Search results
Results From The WOW.Com Content Network
Native American gaming comprises casinos, bingo halls, slots halls and other gambling operations on Indian reservations or other tribal lands in the United States. Because these areas have tribal sovereignty , states have limited ability to forbid gambling there, as codified by the Indian Gaming Regulatory Act of 1988.
The first literary appearance of Native American gaming was in John Rollin Ridge's 1854 novel The Life and Adventures of Joaquin Murieta. Christal Quintasket wrote about Native American gaming in her 1927 novel Cogewea, the Half-Blood. Gerald Vizenor writes on this theme in Bearheart: The Heirship Chronicles, The Heirs of Columbus, and Dead Voices.
Widespread poverty among Native Americans continues today, nearly two hundred years later. Gaming is one way to alleviate this poverty and provide economic prosperity and development for Native Americans. [25] [26] Naomi Mezey, a professor of law and culture at Georgetown, argues that as Native American gaming regulations currently stand, the ...
The Indian Gaming Association is a nonprofit organization founded in 1986 made up of 184 Native American tribal nations in the United States, along with additional non-voting associate members.
Tribal–state compacts are legal agreements between U.S. state government and Native American tribes primarily used for gambling, health care, child welfare, or other affairs. They are declared necessary for any Class III gaming on Indian reservations under the Indian Gaming Regulatory Act of 1988 (IGRA). They were designed to allow tribal and ...
The U.S. Department of Justice and the Department of the Interior also have responsibilities related to gaming and Indian gaming, respectively. The commission is an independent regulatory agency, but works closely with the Department of Justice and the Department of the Interior on matters of game classification and Indian lands questions. [ 2 ]
Indigenous people have been involved in a range of video game projects where they have the opportunity to depict themselves. These games range in the style, from collaboration that involves consulting with a limited Indigenous people (including Assassin's Creed III) to games that are entirely developed and designed by Indigenous people, such as Never Alone and Thunderbird Strike.
Clinton M. Pattea (November 11, 1930 – July 5, 2013) was an American activist and politician, who served as the longtime President of the Fort McDowell Yavapai Nation, a predominantly Yavapai Indian reservation in Maricopa County, Arizona, until his death in 2013.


Task objective ::
The word to find is "diagram". Copy each line of the material that contains it.

────────────────────────────────────────

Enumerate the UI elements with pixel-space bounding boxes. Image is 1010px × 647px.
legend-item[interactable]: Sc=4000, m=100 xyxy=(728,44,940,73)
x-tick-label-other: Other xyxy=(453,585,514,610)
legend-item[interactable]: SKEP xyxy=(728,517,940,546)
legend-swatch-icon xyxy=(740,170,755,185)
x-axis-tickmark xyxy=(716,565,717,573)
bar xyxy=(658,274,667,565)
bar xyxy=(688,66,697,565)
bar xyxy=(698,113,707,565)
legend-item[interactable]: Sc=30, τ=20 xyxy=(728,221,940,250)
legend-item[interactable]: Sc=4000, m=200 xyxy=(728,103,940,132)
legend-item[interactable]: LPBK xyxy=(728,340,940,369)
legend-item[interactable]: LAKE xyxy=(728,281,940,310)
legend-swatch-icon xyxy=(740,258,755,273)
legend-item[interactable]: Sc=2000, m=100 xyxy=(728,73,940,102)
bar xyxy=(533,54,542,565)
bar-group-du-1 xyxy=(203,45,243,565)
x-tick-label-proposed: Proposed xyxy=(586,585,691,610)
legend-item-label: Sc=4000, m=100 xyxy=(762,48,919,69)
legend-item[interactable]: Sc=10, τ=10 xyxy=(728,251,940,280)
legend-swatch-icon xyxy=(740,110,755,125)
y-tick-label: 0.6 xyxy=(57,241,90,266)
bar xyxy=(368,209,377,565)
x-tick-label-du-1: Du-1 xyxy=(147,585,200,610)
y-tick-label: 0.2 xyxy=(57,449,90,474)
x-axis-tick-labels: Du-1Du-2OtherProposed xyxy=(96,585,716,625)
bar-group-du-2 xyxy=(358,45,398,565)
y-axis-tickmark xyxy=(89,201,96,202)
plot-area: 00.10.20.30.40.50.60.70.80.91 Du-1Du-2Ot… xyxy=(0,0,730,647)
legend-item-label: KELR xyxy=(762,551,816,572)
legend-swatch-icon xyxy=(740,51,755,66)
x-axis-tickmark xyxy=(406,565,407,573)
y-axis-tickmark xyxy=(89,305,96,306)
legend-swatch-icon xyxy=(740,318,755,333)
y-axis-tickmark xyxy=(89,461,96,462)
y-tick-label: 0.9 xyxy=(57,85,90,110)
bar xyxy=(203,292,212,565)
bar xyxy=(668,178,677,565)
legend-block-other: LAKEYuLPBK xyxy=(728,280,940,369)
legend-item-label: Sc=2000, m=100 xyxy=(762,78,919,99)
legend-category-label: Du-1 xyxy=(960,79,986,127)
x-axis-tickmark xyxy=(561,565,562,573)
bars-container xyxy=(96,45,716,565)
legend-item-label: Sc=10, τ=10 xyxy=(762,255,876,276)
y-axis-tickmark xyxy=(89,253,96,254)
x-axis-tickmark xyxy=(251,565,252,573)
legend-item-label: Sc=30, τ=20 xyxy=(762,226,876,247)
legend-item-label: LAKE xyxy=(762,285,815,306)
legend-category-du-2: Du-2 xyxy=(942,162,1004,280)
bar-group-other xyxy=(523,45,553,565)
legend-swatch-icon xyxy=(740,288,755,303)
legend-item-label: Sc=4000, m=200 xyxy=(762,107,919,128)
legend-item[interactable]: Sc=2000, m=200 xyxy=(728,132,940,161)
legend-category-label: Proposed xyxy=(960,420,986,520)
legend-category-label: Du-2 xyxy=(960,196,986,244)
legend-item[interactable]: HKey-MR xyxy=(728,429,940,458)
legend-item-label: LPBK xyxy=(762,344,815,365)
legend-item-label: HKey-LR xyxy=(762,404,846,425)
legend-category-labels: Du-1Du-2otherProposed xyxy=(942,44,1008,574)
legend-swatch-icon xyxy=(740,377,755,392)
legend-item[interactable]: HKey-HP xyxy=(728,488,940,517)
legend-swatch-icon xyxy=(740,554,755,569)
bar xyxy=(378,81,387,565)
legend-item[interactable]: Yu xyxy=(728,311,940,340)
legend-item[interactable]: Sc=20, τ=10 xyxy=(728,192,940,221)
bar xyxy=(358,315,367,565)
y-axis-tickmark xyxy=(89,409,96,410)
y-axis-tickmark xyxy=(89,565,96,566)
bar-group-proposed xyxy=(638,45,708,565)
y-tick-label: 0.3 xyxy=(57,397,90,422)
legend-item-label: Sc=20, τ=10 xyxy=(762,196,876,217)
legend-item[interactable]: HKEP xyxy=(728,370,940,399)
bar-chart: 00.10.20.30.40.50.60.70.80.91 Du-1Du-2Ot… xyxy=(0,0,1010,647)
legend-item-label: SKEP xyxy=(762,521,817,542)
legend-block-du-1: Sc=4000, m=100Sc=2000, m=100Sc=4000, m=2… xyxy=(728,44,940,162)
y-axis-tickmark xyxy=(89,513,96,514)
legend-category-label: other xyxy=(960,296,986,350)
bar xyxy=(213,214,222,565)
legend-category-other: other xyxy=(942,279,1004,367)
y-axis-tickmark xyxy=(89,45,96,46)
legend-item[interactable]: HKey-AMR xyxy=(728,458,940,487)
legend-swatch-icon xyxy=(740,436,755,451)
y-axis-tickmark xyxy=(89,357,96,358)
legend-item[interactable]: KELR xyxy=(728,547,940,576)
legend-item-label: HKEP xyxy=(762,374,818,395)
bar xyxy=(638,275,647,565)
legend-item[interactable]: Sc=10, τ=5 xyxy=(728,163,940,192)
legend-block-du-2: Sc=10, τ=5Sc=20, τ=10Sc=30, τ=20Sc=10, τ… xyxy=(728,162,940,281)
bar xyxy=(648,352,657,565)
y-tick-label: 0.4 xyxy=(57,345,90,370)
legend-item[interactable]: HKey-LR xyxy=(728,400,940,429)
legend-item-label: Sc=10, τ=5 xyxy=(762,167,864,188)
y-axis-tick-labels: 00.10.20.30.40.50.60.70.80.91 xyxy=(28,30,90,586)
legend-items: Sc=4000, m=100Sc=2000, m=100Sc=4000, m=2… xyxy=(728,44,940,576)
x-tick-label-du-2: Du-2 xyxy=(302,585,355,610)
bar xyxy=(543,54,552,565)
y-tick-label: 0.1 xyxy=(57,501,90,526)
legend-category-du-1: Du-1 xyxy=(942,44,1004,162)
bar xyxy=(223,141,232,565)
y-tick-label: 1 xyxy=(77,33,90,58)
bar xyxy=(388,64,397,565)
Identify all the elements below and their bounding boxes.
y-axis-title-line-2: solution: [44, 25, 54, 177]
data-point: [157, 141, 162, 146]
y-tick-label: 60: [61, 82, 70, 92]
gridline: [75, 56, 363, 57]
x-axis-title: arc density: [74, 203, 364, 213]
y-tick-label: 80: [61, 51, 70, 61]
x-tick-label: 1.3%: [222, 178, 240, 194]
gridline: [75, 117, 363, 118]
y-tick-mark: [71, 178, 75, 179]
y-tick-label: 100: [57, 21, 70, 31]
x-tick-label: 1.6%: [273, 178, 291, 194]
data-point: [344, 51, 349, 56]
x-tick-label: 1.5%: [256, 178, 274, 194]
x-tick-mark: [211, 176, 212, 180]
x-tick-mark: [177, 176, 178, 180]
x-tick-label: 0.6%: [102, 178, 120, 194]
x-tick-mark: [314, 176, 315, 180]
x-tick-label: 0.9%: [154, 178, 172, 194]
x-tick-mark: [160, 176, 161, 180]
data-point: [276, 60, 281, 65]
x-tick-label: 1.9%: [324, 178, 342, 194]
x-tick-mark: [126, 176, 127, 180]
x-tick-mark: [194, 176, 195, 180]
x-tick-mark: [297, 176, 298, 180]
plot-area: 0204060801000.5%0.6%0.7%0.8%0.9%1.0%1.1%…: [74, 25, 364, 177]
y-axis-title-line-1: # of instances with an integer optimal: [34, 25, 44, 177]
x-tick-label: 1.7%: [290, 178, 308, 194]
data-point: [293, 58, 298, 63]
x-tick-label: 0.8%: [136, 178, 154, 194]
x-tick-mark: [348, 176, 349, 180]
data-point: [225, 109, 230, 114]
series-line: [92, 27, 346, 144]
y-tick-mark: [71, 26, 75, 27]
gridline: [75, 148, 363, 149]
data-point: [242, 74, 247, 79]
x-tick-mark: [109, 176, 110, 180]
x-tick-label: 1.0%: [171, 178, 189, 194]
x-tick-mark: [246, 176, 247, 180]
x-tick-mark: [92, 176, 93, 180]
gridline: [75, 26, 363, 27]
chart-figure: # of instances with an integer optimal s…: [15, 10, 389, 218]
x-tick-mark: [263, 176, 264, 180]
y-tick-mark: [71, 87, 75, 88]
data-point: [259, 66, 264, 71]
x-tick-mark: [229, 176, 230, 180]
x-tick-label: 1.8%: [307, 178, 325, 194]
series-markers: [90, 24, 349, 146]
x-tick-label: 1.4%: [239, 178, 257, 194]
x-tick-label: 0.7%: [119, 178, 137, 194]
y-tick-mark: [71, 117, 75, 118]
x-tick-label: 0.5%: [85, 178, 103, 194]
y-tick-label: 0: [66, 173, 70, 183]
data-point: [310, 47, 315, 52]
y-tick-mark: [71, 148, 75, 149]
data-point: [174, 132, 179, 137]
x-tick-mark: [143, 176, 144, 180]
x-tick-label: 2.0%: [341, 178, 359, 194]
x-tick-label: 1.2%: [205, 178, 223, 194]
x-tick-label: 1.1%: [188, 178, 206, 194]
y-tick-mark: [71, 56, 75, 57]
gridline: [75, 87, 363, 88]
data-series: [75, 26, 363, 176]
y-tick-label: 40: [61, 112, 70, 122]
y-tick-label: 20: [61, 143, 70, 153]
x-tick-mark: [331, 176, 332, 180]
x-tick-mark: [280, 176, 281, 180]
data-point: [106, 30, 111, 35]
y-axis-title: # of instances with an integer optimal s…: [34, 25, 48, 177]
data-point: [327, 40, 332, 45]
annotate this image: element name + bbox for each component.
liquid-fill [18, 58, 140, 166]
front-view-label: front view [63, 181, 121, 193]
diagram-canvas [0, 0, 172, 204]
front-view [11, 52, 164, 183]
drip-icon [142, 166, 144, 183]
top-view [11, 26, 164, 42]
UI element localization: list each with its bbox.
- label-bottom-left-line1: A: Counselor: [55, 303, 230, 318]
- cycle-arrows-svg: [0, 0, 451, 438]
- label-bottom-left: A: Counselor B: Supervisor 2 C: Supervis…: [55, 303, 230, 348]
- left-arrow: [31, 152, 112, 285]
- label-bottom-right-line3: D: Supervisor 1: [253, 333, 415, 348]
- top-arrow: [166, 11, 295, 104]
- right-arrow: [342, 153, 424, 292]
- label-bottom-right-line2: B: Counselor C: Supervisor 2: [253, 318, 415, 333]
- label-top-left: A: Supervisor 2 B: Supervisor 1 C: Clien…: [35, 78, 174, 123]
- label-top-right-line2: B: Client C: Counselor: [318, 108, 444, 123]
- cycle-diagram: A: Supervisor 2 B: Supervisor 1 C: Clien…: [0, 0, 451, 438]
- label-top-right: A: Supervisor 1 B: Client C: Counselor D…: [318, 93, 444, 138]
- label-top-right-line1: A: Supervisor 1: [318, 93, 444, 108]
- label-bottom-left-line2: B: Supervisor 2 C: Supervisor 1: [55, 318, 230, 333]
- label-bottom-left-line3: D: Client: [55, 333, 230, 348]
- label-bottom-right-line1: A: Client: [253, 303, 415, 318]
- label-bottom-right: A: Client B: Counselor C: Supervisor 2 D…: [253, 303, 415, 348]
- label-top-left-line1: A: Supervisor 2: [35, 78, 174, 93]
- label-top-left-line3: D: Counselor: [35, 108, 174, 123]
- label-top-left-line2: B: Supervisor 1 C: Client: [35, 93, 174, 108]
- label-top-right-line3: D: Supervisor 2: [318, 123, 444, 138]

────────────────────────────────────────

Response area ::
diagram-canvas [0, 0, 172, 204]
- cycle-diagram: A: Supervisor 2 B: Supervisor 1 C: Clien…: [0, 0, 451, 438]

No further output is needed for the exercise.